I have to believe that Katelynn is still a somewhat extreme example. But if she is not, America is now primed for dictatorship -- give it one or two more generations. Who can judge if a Hitler or a Stalin has value, or doesn't? If he's part of our community, then he's one of ours, and when you're family, you're family. Let's stick by 'em. Doesn't matter what they did.
Not exactly the kind of principles that would send you to the ramparts, willing to fight to the death for what's right. Who are you to judge?
Update: Apparently in my naivete, I was still in my own mind overestimating Katelynn Johnson's character. The article describes Ms. Johnson counting out the 32 stones, and then reacting as follows: ""I just lost it. I broke down. I was seething. I remember saying . . . 'How could people be so mean?'"" I initially had assumed she 'broke down' as a result of contemplating the tragic killings of 32 people, and that her 'how could people be so mean' comment was directed at the shooter. As it turns out, what caused her to break down was simply the absence of a 33rd stone, and her 'so mean' comment was directed at those who only placed 32 stones. I guess that's the real tragedy and injustice here. (But then again, who are you, Ms. Johnson, to judge who is 'mean' and who isn't? Are you really in that position?)
2 Comments:
"I'm not in that position. Are you?"
You're damn right I am! Johnson's moral equivalence of a mass murderer to his innocent victims is utterly horrendous a thought. Cho should be severely condemned as evil just like Hitler. There's your moral equivalence.

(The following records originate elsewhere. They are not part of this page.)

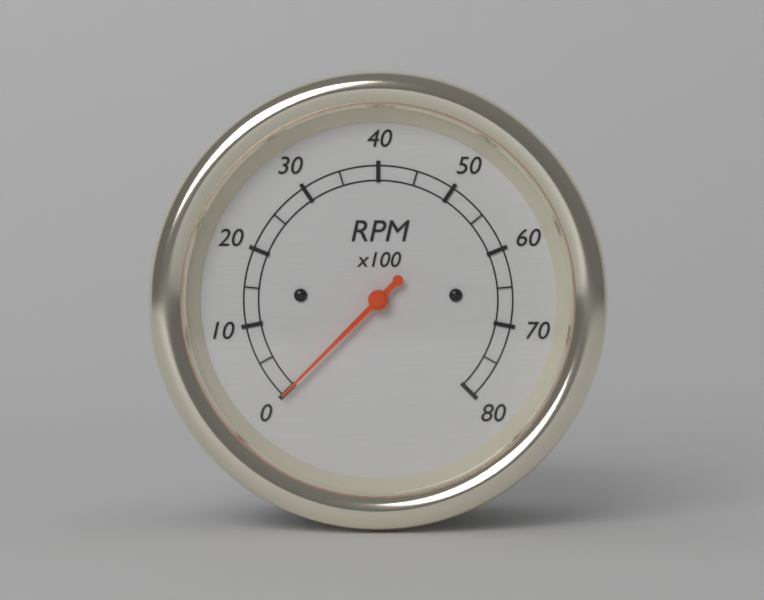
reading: 0 RPM
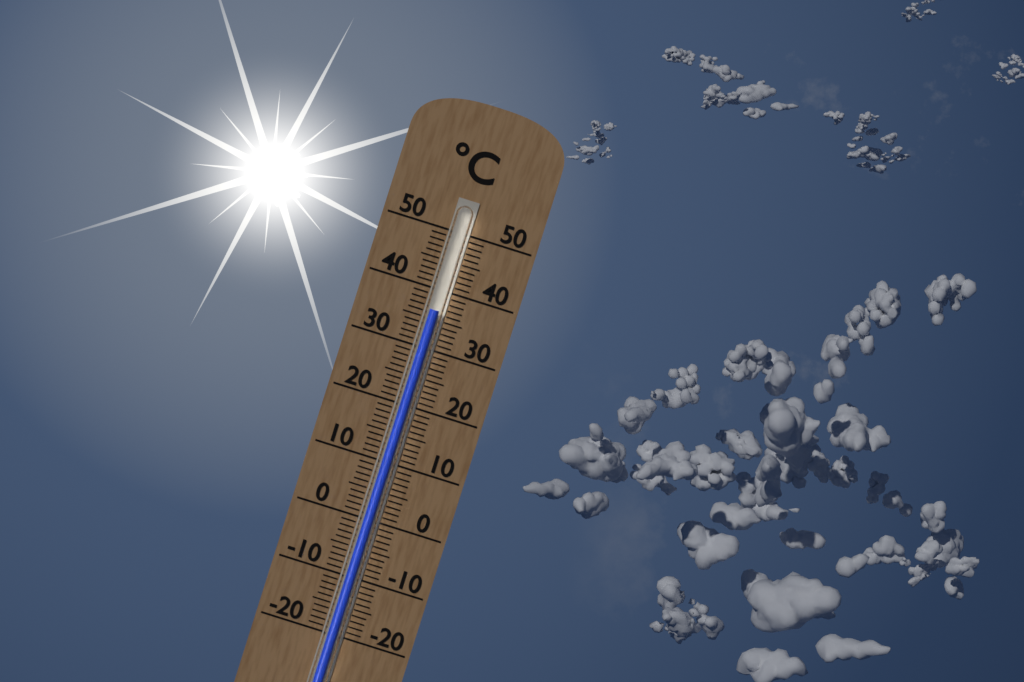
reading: 36.5 °C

Of course this sensitive young girl weeps for Cho. He is the greater victim, since he was suffering from a mental illness and had no responsibility for what he was doing. He suffered for years with a mental disability - his life was out of his own hands. His victims died tragically, but they died as the result of a random act more similar to an earthquake or tornado, than to a conscious act of evil.
I am speculating of course, but I believe that many people would share this assessment. I do not. I believe our thoughts and actions are products of our minds and decisions, which are certainly affected by our mental inputs and brain chemistry, but not ruled by them. We rule and choose our own thoughts and actions.

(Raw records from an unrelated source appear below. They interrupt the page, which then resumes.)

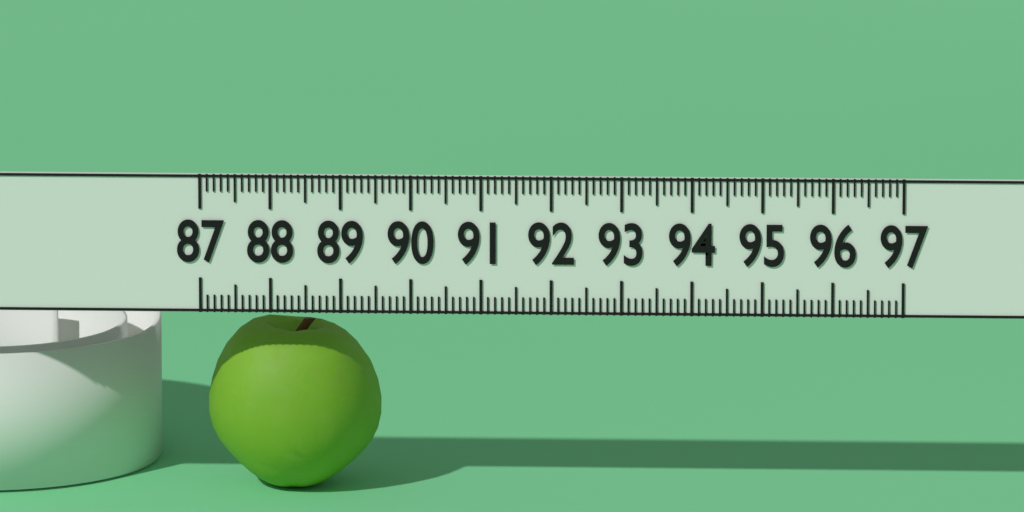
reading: 89.5 (no unit)
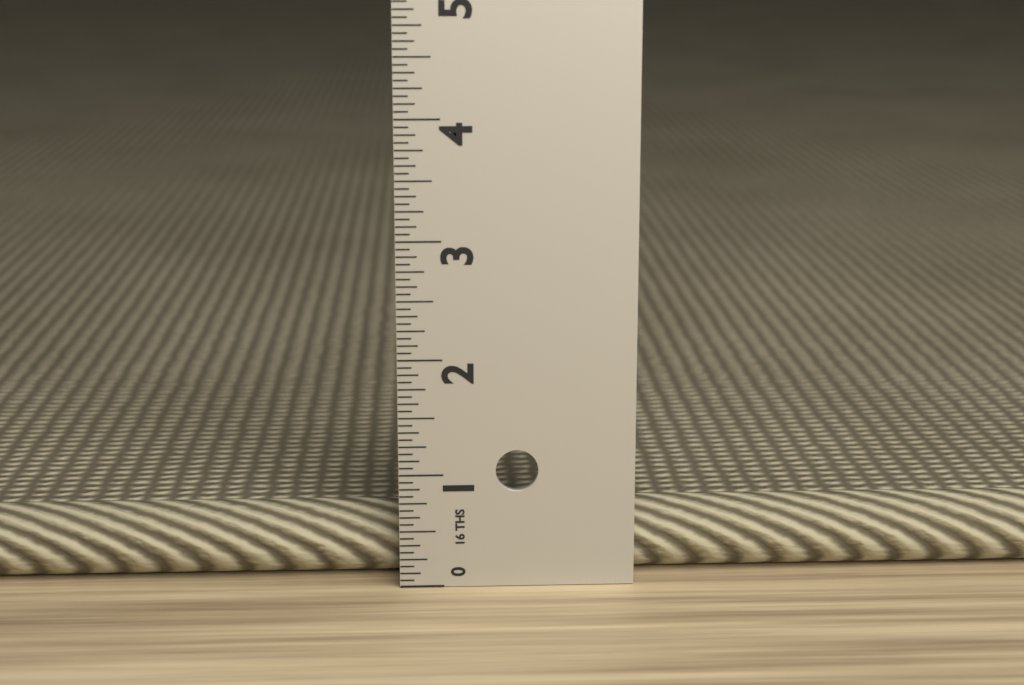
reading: 0.6250 in
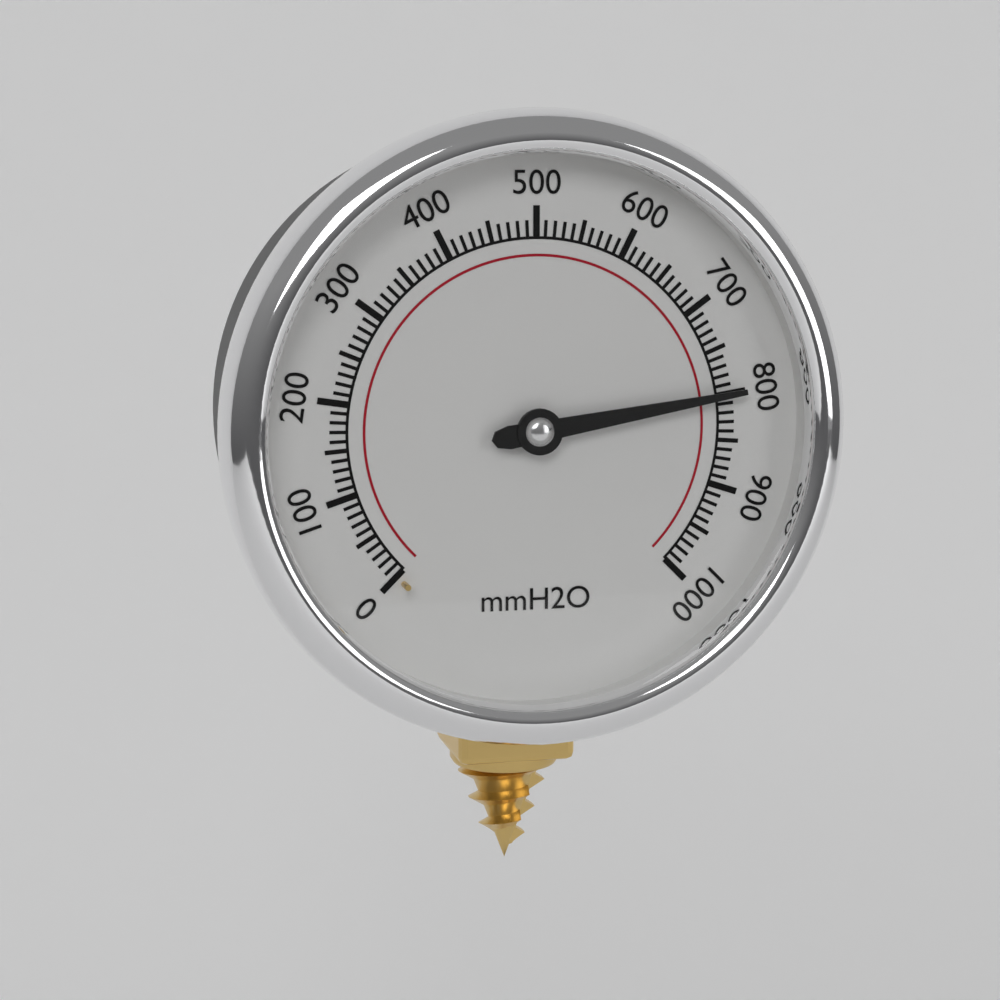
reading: 800 mmH2O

The study of human psychology has a long way to go to understand human mental health, let alone so-called mental illness. But I question the metaphor of an illness as it is currently applied to human thoughts and actions. I believe that Dr. Thomas Szasz and Dr. William Glasser hold important ideas concerning our ability and our responsibility to choose our thoughts and actions.
Our current culture and the fields of psychology and psychiatry encourage people to consider themselves slaves to their thoughts and emotions - and the more deviant they are, the less control they have. This idea is bad for society and is tragic for the individual and their families.
This sappy girl is the product of the current ideas about mental illness, and moral and legal responsibility. I reject this notion of mental illness, but I could be talked into considering a cultural illness.